Advertisement

'Dotage of a dotard': War of words heats up between U.S., North Korea

By Thomas Maresca
This image, released on July 23 by the North Korean Official News Service (KCNA), shows North Korean leader Kim Jong Un inspecting a newly built submarine. File Photo by KCNA
This image, released on July 23 by the North Korean Official News Service (KCNA), shows North Korean leader Kim Jong Un inspecting a newly built submarine. File Photo by KCNA | License Photo

SEOUL, Dec. 6 (UPI) -- As a year-end deadline imposed by North Korea looms over stalled nuclear negotiations with the United States, the heated rhetoric and insults of an earlier era re-emerged this week, as a Pyongyang official said that remarks by U.S. President Donald Trump may be a sign of a "relapse into the dotage of a dotard."

Trump had raised the specter of a military action and revisited his "Rocket Man" description of North Korean leader Kim Jong Un on Tuesday while attending a NATO event in Britain.

Advertisement

"He definitely likes sending rockets up, doesn't he? That's why I call him 'Rocket Man,'" Trump said. "We have the most powerful military we've ever had, and we're by far the most powerful country in the world. And, hopefully, we don't have to use it, but if we do, we'll use it."

Advertisement

In response, North Korean First Vice Foreign Minister Choe Son Hui said Thursday that Trump's remarks showed "no courtesy when referring to the dignified supreme leadership of the DPRK." The Democratic People's Republic of Korea is the official name of North Korea.

"This has prompted the waves of hatred of our people against the U.S. and the Americans and they are getting higher and higher," she said in a statement carried by the state-run Korean Central News Agency.

"If any words and expressions stoking the atmosphere of confrontation are used once again on purpose at this crucial moment, it must really be diagnosed as the relapse of the dotage of a dotard," she added, using an insult Kim first hurled at Trump in 2017.

Trump frequently referred to Kim as "Rocket Man" in speeches and on Twitter during the early months of his administration when tensions between Pyongyang and Washington were running high, threatening North Korea with "fire and fury like the world has never seen" in August 2017 and saying he would "totally destroy" the country in his first speech to the United Nations the next month.

In response, Kim called Trump a "frightened dog" and a "dotard," a term for a senile elderly person.

Advertisement

Relations improved in 2018, leading to the historic Singapore summit between Trump and Kim in June of that year, which resulted in an agreement which called on North Korea to denuclearize and for both sides to build a "lasting and stable peace regime on the Korean Peninsula."

However, the two sides have remained far apart on the details, with Pyongyang seeking sanctions relief in exchange for taking steps toward dismantling its nuclear arsenal and Washington holding out for complete denuclearization.

A second summit in February of this year in Hanoi, Vietnam ended abruptly without an agreement and negotiations have been at a stalemate since.

North Korea returned to testing missiles after the failed summit, including launches of a ballistic missile based on the highly maneuverable Russian Iskander as well as a new submarine-launched ballistic missile.

Its most recent launch came at the end of November, with two missiles fired from what the North described as a test of a "super-large multiple-rocket launcher."

North Korea has imposed a deadline of the end of the year for the United States to come up with a new proposal in its negotiations, and Pyongyang has been sending signals that it is shifting toward a more provocative stance for 2020.

Advertisement

On Wednesday, Kim toured revolutionary battle sites on Mount Paektu on horseback, accompanied by senior military officials, and spoke of the need "to get prepared for the harshness and protracted character of our revolution," KCNA reported.

On the same day, the North announced that it would hold a meeting of senior officials in late December "to discuss and decide on crucial issues in line with the needs of the development of the Korean revolution and the changed situation at home and abroad."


# The task
Only the lines with "Depression" in them need to be copied from the listing.

# Records
^^^^^^^^

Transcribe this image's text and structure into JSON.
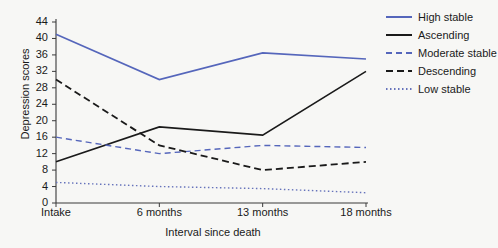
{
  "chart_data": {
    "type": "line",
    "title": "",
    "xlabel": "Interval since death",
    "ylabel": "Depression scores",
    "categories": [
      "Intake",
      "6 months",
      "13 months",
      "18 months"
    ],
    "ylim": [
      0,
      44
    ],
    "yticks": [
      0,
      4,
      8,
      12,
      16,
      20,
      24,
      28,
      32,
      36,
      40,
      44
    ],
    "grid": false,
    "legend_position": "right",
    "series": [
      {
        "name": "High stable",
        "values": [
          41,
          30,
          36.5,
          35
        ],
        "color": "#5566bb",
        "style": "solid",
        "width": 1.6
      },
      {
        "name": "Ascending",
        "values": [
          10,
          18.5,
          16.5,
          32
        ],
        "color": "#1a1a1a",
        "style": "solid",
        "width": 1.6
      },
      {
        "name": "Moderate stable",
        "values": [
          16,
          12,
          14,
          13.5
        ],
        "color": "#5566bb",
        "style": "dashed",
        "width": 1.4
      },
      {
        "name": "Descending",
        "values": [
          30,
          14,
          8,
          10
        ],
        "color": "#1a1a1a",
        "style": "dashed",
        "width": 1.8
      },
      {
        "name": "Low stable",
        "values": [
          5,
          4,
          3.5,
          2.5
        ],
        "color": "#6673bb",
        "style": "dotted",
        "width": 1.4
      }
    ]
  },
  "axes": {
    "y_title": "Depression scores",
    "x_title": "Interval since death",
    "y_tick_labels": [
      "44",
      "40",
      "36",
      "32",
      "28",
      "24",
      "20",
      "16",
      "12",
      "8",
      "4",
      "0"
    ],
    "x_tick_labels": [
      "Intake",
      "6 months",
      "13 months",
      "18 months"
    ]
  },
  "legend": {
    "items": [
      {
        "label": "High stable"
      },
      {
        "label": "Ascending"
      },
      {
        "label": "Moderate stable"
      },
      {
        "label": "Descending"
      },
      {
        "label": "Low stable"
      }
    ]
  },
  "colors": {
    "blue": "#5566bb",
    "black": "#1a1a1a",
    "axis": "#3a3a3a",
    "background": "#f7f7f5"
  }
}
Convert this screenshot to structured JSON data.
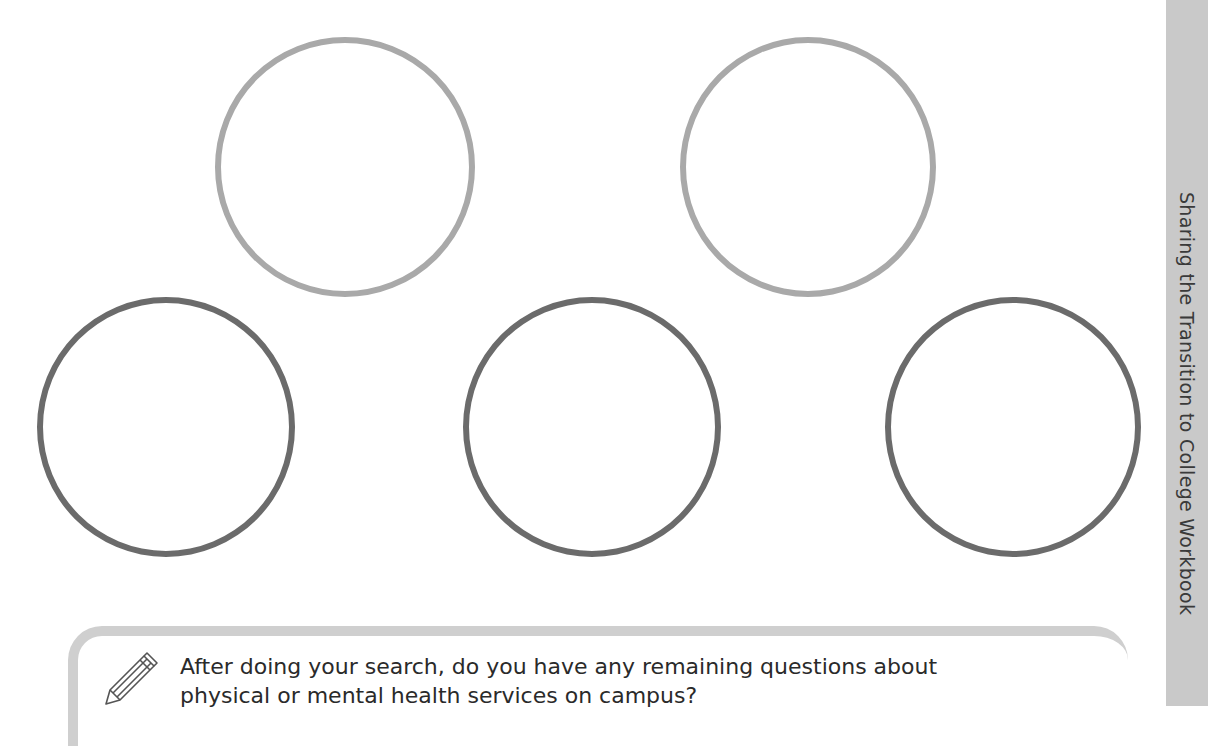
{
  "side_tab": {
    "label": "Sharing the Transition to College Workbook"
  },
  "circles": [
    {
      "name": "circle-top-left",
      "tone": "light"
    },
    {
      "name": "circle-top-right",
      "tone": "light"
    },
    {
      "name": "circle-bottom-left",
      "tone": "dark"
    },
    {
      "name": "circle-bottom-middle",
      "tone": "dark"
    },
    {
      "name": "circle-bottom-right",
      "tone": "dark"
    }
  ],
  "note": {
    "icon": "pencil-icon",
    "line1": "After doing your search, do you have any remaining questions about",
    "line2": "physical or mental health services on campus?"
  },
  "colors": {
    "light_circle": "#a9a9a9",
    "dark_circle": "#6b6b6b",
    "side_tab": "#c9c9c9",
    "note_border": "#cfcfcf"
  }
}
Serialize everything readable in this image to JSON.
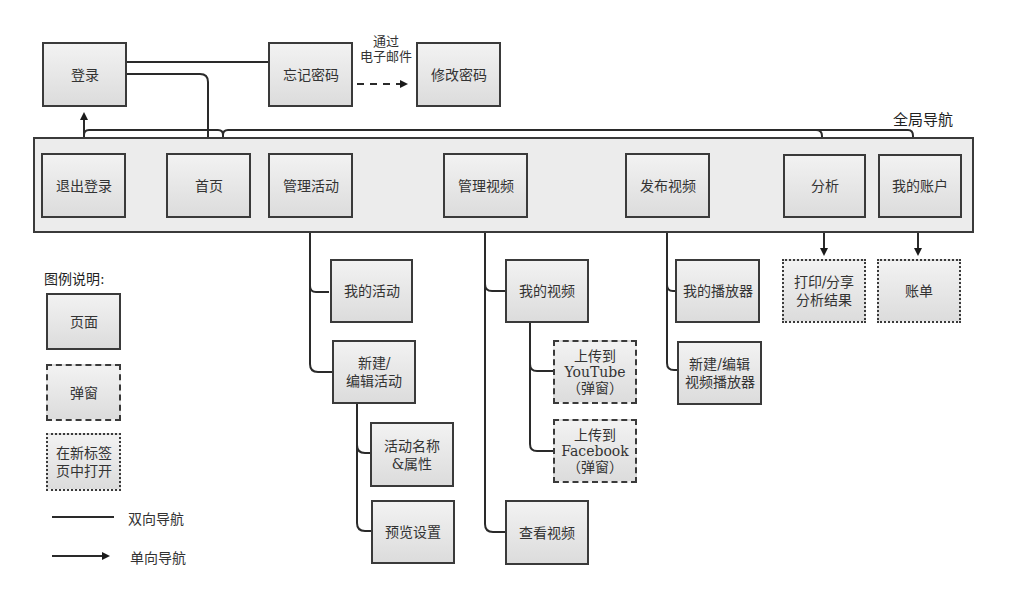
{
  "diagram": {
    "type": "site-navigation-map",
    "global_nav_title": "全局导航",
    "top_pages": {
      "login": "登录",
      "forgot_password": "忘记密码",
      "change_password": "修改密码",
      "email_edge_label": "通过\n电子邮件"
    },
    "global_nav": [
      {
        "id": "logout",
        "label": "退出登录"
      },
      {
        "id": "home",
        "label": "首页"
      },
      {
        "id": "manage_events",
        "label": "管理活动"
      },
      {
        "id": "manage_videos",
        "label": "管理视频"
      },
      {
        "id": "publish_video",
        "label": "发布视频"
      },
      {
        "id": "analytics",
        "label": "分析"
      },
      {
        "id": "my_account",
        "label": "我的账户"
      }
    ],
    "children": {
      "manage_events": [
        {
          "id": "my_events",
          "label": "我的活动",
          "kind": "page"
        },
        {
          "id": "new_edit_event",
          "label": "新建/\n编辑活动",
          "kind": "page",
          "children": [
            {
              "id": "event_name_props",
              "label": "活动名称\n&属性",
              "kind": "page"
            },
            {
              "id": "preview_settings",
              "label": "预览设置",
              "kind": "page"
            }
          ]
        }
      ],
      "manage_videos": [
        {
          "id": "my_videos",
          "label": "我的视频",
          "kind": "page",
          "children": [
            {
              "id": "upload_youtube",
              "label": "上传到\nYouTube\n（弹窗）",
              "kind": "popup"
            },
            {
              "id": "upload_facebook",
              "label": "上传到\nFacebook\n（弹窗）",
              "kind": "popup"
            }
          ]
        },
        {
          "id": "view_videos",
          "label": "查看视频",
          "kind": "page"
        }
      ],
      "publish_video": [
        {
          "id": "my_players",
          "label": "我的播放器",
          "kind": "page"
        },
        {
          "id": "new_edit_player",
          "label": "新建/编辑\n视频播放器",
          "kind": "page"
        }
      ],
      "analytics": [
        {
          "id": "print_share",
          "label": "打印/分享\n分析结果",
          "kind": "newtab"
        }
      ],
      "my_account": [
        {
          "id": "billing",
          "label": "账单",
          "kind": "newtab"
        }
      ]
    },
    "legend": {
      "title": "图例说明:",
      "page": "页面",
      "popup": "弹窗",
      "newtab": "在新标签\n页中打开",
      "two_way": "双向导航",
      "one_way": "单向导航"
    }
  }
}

^^^^^^^^

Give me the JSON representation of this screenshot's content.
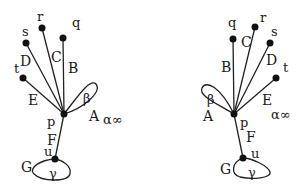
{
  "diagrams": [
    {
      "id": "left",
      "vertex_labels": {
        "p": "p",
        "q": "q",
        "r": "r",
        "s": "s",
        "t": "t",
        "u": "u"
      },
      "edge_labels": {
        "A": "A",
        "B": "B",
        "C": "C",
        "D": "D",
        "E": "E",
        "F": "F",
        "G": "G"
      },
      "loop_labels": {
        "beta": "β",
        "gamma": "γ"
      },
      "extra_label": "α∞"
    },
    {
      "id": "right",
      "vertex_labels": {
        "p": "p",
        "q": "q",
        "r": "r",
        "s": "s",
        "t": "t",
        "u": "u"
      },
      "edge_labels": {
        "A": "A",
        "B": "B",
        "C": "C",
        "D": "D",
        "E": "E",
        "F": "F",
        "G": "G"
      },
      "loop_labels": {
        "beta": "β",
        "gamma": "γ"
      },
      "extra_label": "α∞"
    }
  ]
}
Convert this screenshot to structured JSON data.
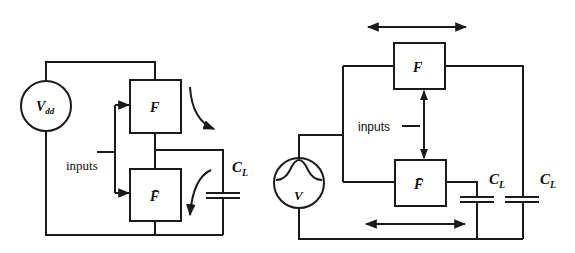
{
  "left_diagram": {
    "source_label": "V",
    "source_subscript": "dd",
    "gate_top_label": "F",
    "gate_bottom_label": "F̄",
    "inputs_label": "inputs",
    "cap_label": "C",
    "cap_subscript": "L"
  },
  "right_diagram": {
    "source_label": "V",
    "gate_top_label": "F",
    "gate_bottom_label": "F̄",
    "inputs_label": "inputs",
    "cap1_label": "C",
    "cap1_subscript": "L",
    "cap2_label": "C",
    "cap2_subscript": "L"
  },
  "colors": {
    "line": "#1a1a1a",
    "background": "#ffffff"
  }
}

^^^^^^^^

# Written answer
    "ylabel": "Depression scores",
    "y_title": "Depression scores",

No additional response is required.